MAS has a bad history of cutting corners.
In the MH370 incident, they subscribed to the
el-cheapo data package that made it impossible to determine where the plane had gone.
Not learning from that incident, they proceeded to fly over a war zone instead of going around it so as to save on fuel cost. In the past week, two planes (a Ukrainian transport and a fighter jet) had been shot down in the vicinity. The report below suggest MH17 was flying a mere 300 meters above the no fly combat zone when it was shot down.
In recent years, SIA has been going the same route as MAS with regard to cutting corners. Hopefully the SIA management can learn from what is happening at MAS and stop putting profits before people. SQ351 was apparently only 25km behind where MH17 was shot down
http://blogs.crikey.com.au/planetal...a-777-was-deliberately-tracked-and-destroyed/
MH17: Malaysia 777 was deliberately tracked and destroyed
Intelligence reports in the US and UK are unequivocal as to the cause of the destruction of Malaysia Airlines flight MH17 over the eastern Ukraine yesterday (Thursday) afternoon local time killing all 295 people on board.
A heavy vehicle mounted surface to air missile system locked onto the Boeing 777-200ER, tracked it, and then launched the missile that brought it down in pieces close to the Russian border.
While it has not been confirmed that the missile was launched by pro-Russia separatists, those forces are dominant in the area where this atrocity occurred.
Earlier this week a Ukranian cargo plane and a fighter jet were shot down in the area.
The death toll included 27 Australian nationals according to authorities in the Netherlands, which lost 154 of its nationals in the shoot down. Foreign Affairs has not confirmed the exact number of Australian nationals killed, and there remains some uncertaintly as to just what the numbers and nationalities will be when the manifest is finalised.
MH17 had left Amsterdam for Kuala Lumpur yesterday (Thursday) European time. The video evidence suggests there was good visibility over the Donestsk area of the eastern Ukraine at the time it was struck by the missile.
The jet was at an altitude of 33,000 feet or 10,000 metres and 1000 feet or
300 metres above the ceiling of closed air space.
That supposedly ‘safe’ airspace, above 32,000 feet, has now been closed. Many airlines had stopped flying over the Ukraine months ago irrespective of the official status of air corridors that had remained open because of the obvious risks of flying over a war zone.
The issue as to just how often or how infrequently or not at all various airlines have engaged in Ukraine overflights remains as murky at this early stage as the other fundamental questions that remain unanswered over MH17.
What is clear is that for whatever reason an airliner flying over a war zone has been destroyed in flight and all 295 people on board died.
There are confirmed reports that both the flight data recorder and cockpit voice recorder carried by MH17, a Boeing 777-200ER, have been found. Reports that these vital black boxes have already been sent to Moscow to have the data retrieved are unconfirmed at this hour.
There is nothing technologically challenging about a surface to air (SAM) missile locking onto and destroying an airliner at 33,000 feet. That’s what they are designed to do, and have been for some time, including taking down supersonic targets and at altitudes higher than 60,000 feet. While there are different claims made about the 1960 shooting down of a U-2 spyplane over the USSR, it was at an extremely high altitude when it was brought down.
Given the deliberate and skilled steps that are required to launch a SAM, this incident is difficult to classify as anything but a premediated kill of a jet which even to civilian eyes in clear visibility would have looked like a passenger jet.
Qantas has confirmed that it has not flown that route across the Ukraine in recent months, putting it amongst all of the other airlines that promptly recognised the risks of such overflights as the separatist conflict became one in which aircraft were being shot down.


> **Exercise brief**: Beginning with the line that contains "The width and", copy each subsequent line of the data below through the last one, including both ends but not the pictures.

> **Dataset entries**:
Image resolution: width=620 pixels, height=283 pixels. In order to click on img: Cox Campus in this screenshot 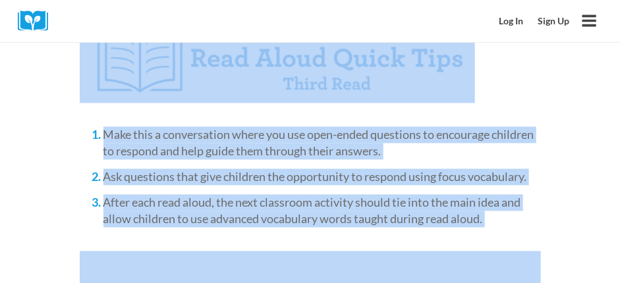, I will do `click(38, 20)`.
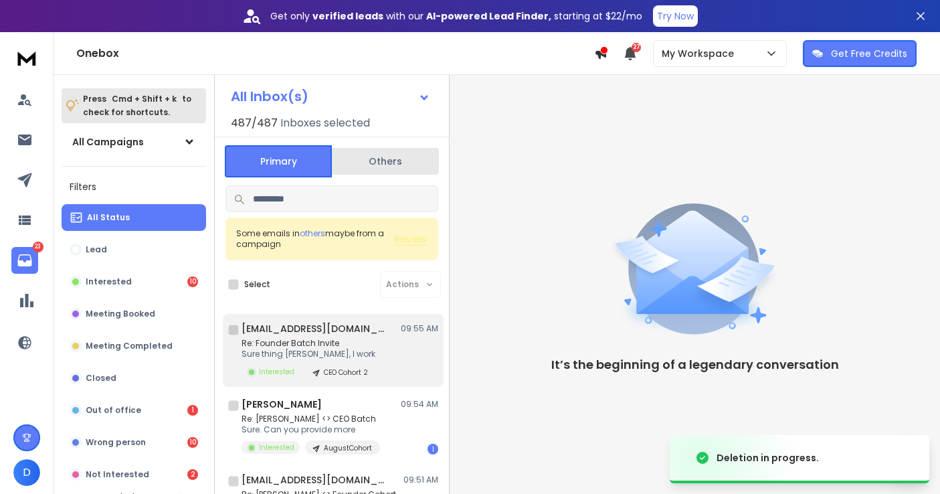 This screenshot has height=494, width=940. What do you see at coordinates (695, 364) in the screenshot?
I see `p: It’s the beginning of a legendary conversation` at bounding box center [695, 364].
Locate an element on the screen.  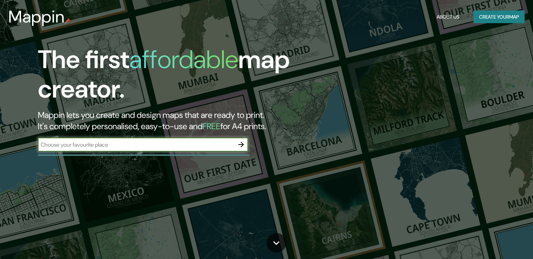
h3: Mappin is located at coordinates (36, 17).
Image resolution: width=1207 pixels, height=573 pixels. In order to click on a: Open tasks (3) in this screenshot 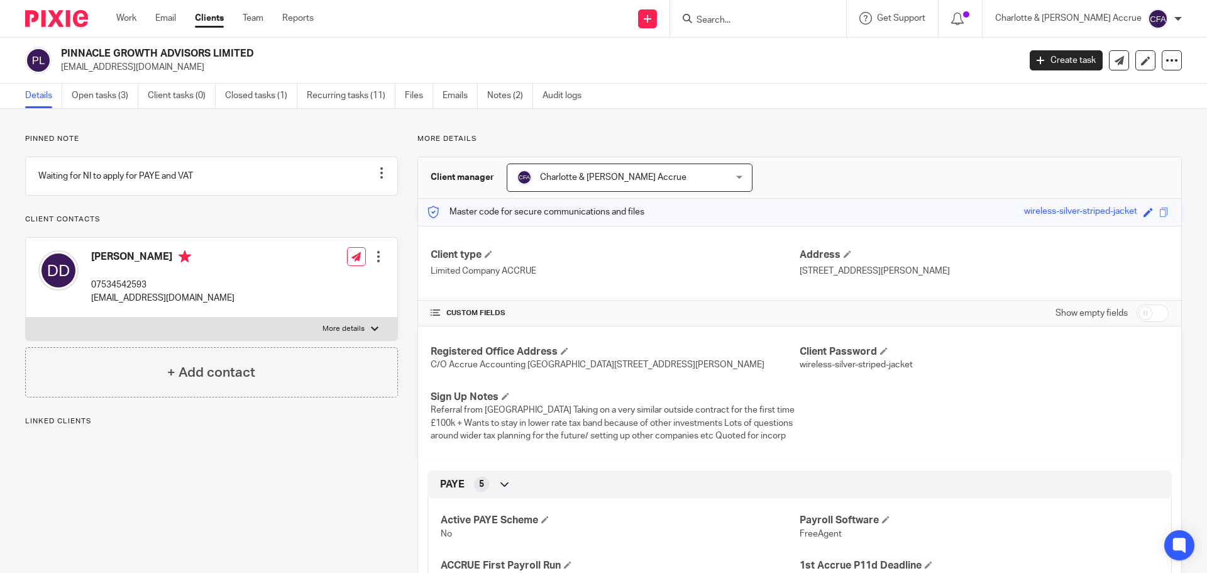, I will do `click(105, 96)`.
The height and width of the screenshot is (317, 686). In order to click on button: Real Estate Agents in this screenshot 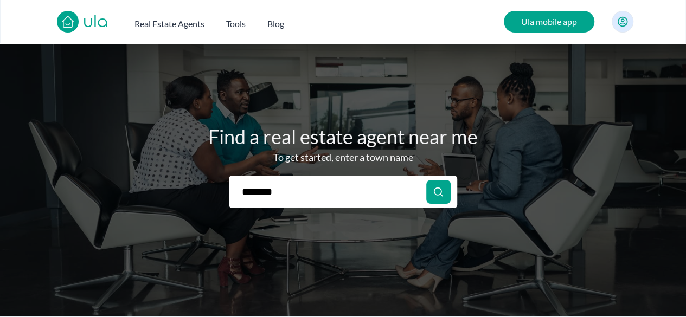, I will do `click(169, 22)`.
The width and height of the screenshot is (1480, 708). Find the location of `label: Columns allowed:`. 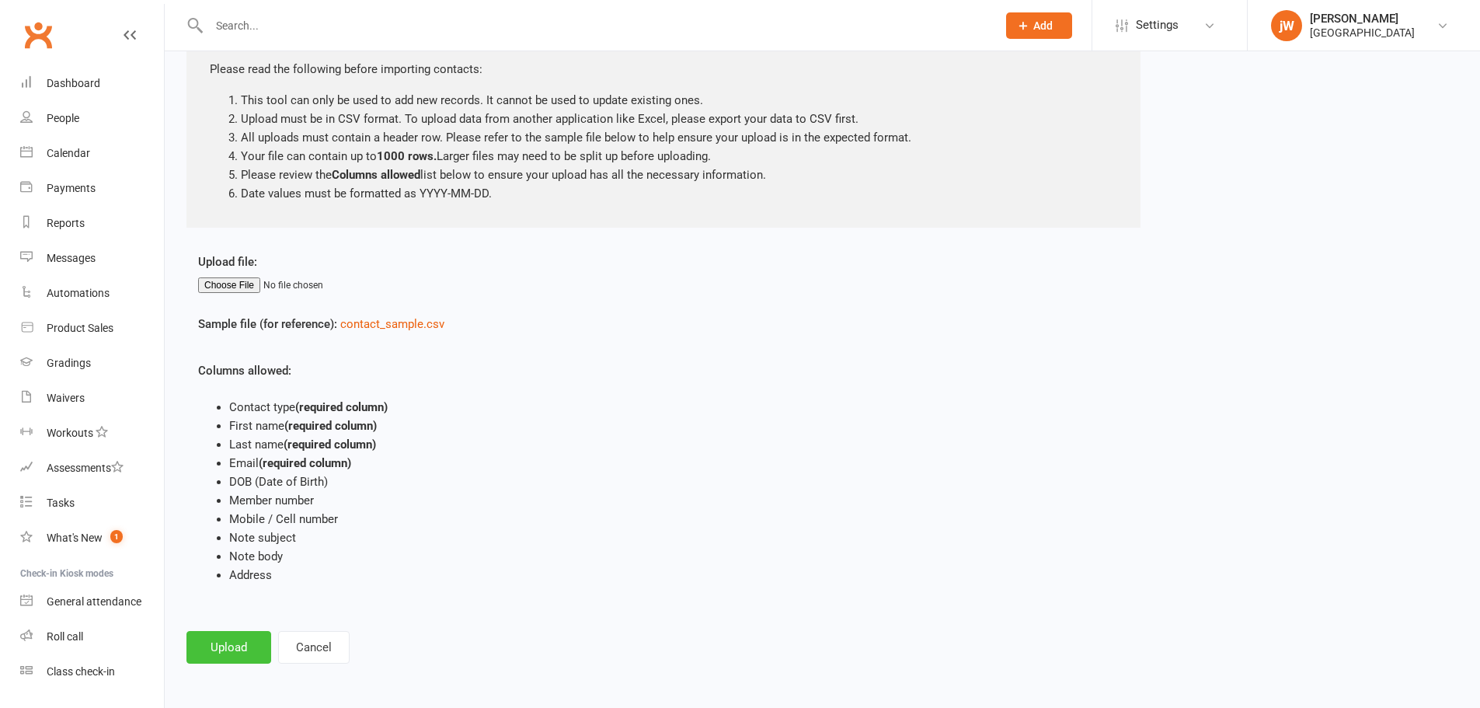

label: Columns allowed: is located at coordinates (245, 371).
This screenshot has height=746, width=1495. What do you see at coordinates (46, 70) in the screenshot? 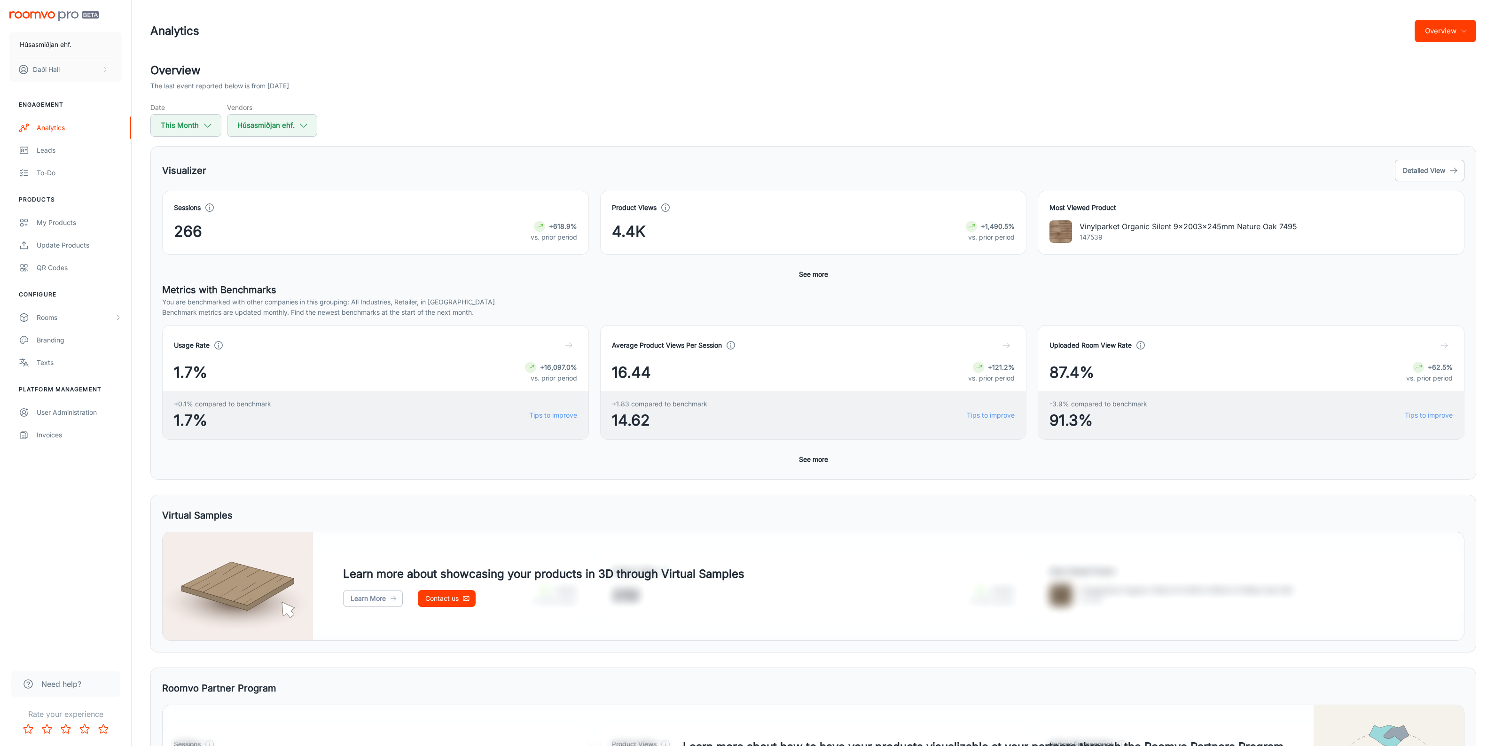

> **Exercise response**:
The width and height of the screenshot is (1480, 708). Find the location of `label: Columns allowed:`. 

label: Columns allowed: is located at coordinates (245, 371).
This screenshot has height=746, width=1495. What do you see at coordinates (46, 70) in the screenshot? 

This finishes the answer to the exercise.